‘Mr Pont, may I introduce you to Miss Austen?’
The original of this odd work of art, and many others, are to be seen at the Cartoon Gallery in Little Russell Street, a delightful place not well enough known to those who relish the arts. This display of Pont’s work is well served by a magnificent catalogue, which reproduces all the drawings on display, and more, with an admirable accuracy and polish, so that none of the crucial details are lost. Pont was a man who, superficially, the gods appeared to love. He was an only son of a well-off family in Newcastle-on-Tyne, his father running a successful painting and decorating business. He grew up tall and exceptionally good-looking, and on a horse was a commanding figure. His talents as a draughtsman and a coiner of jokes appear to have evolved naturally and effortlessly and with a sparkling flourish, so that the ideas tumbled out ceaselessly, though Pont like all professional humorists had a terror of running out of them. He must have seemed an amazing figure of grace and skill when he first walked into the grey Punch offices in Bouverie Street. Alas, he was not what he seemed, this handsome paragon. Even as a child he had suffered from a tubercular kidney. Much of his life was spent, like the girls from the Chalet School, in the high, dry air of the Tyrol. He seemed always, if faintly, under sentence of death, though its execution was delayed until the second winter of the war when polio carried him off. Today medical science would have saved him for a ripe old age.

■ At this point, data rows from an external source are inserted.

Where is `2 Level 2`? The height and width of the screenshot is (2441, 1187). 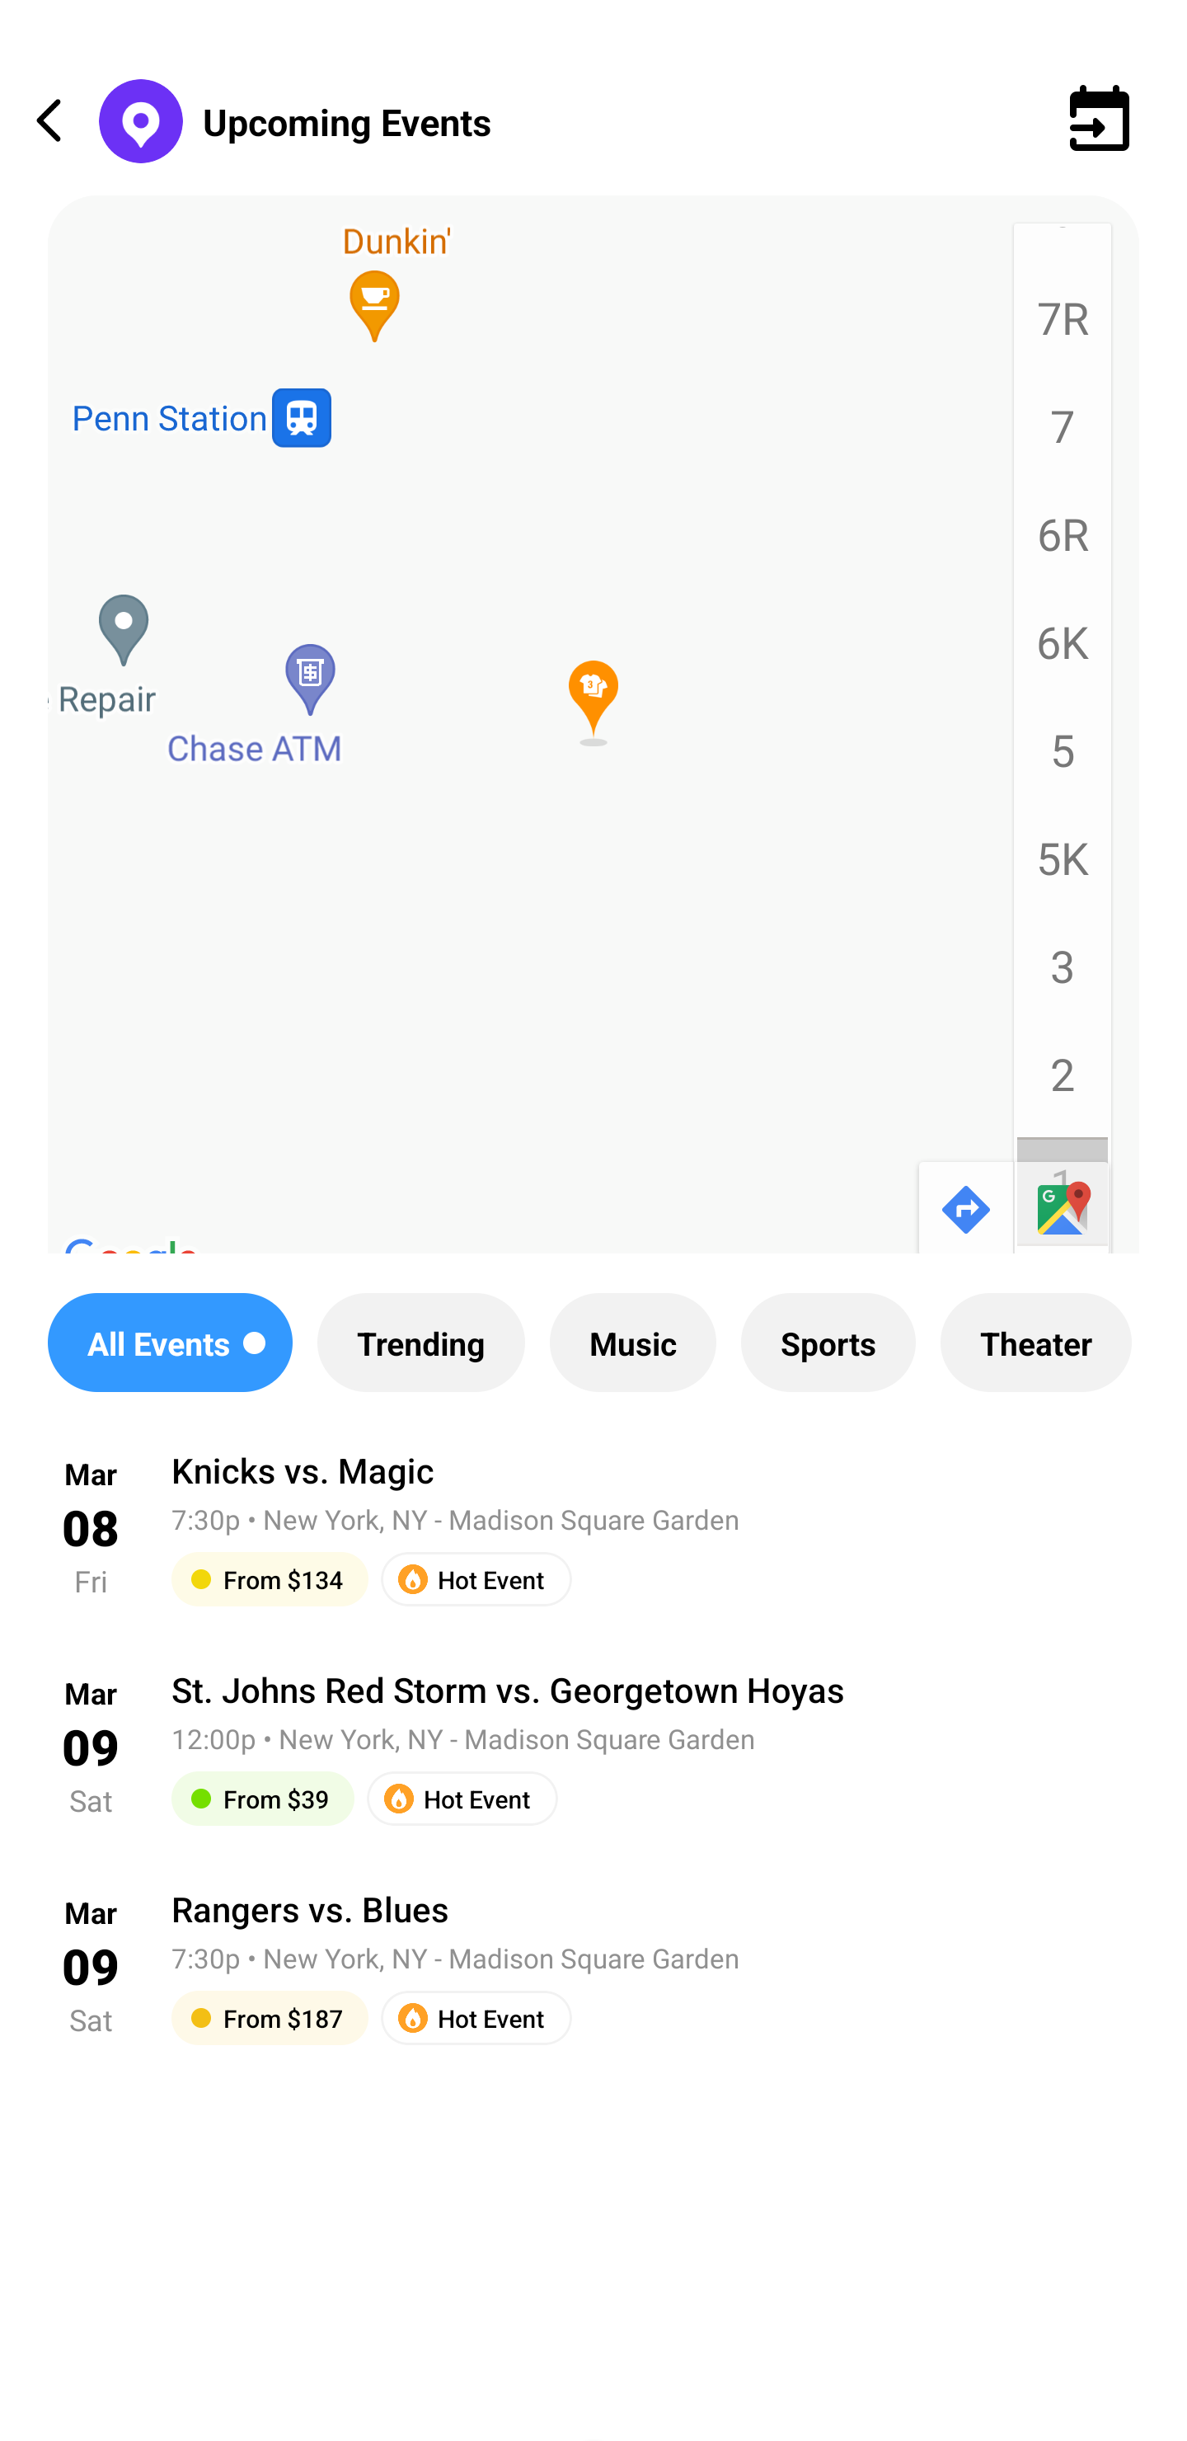 2 Level 2 is located at coordinates (1062, 1084).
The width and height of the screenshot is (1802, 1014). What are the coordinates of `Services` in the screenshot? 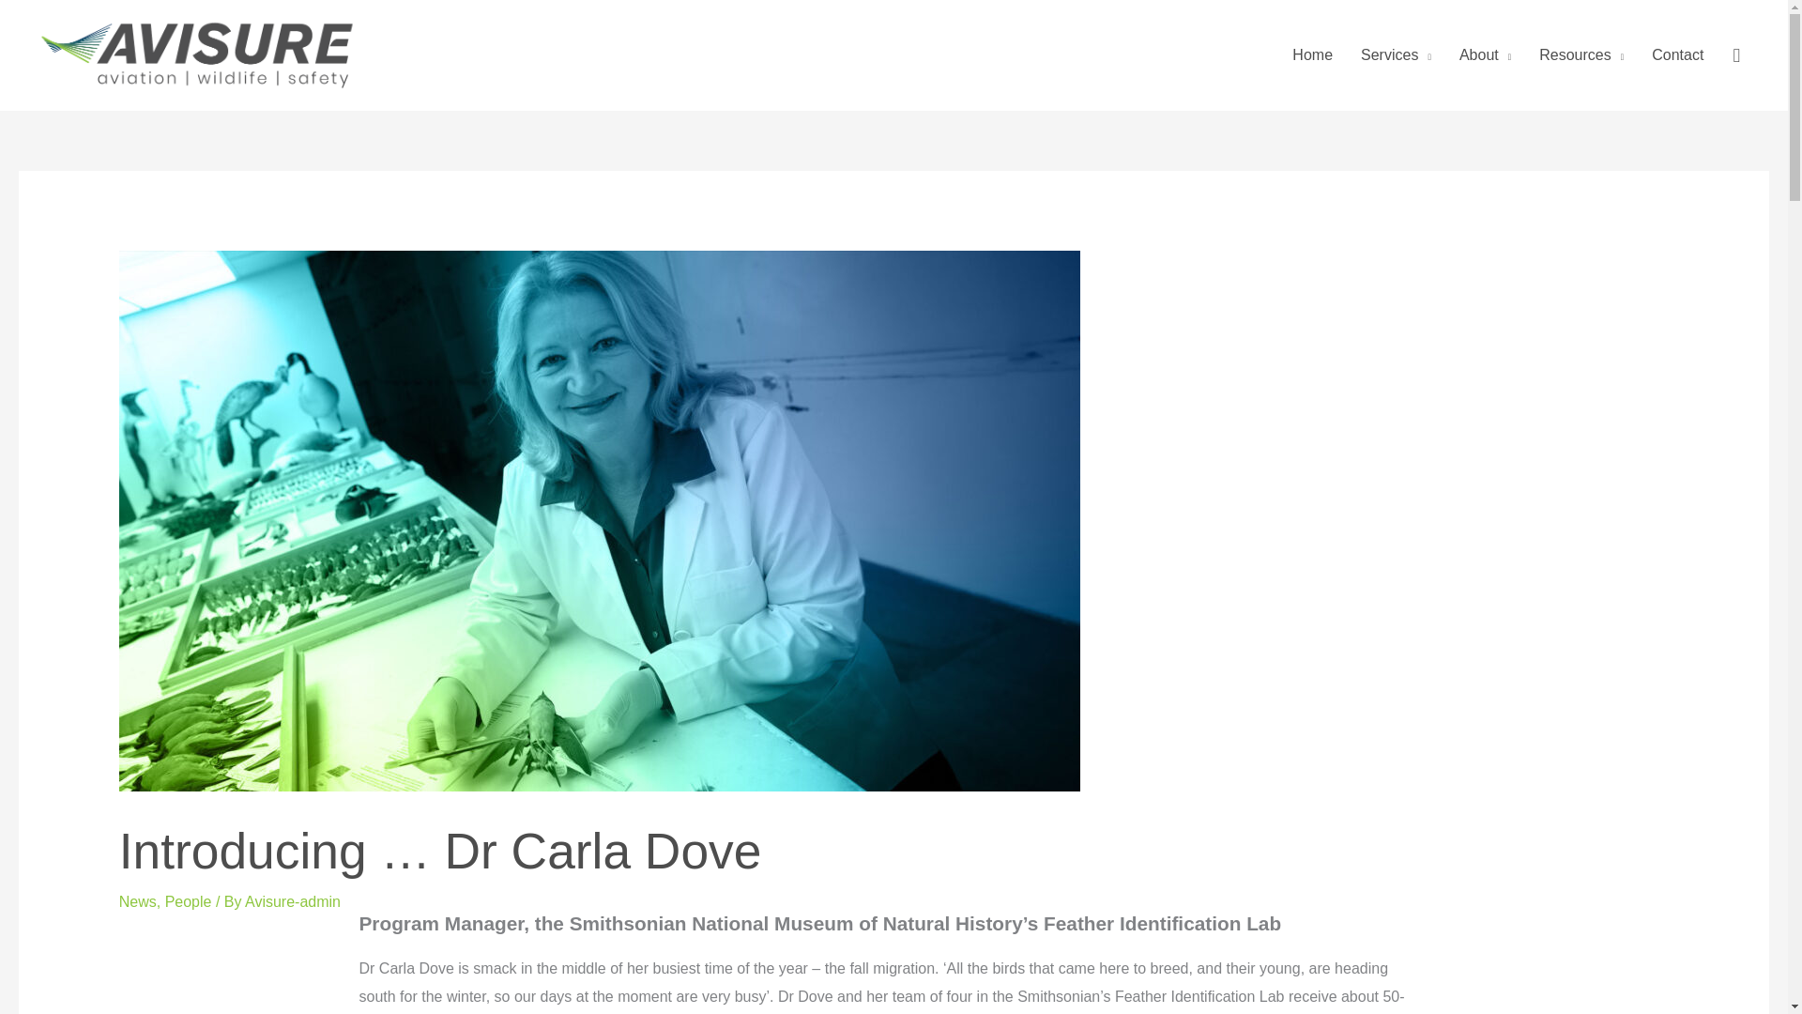 It's located at (1395, 54).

As it was, he completed over 400 cartoons and a host of smaller drawings and sketches, virtually all of high quality and many deserving close study. His series on the British character are the most famous and made him a celebrity even while he still lived: more than a celebrity, indeed — somebody much loved and treasured. The amount of skill that went into his work is phenomenal. One drawing shows a working-class couple in their kitchen with their eight children playing uproariously, the ceiling hung high with drying clothes, the wife reading the gossip column: ‘I see the Shippley-Melvilles are staying in their villa at Juan-les-Pins.’ To which the husband, who has his cap on but removes his pipe to speak, replies: ‘Funny! I thought it was Cannes.’ The organisation of this complex drawing is high art. So too is the beautiful design of a Tube in the rush hour in the British Character series, entitled Patience in Adversity. The intertwining of the squashed figures, and the counterpoint of resignation, stoicism and irritation on their faces, took some doing. I also recommend close inspection of another item in the British Character series, showing a big dinner party and entitled Absence of the Gift of Conversation. This tells 12 admirable little stories.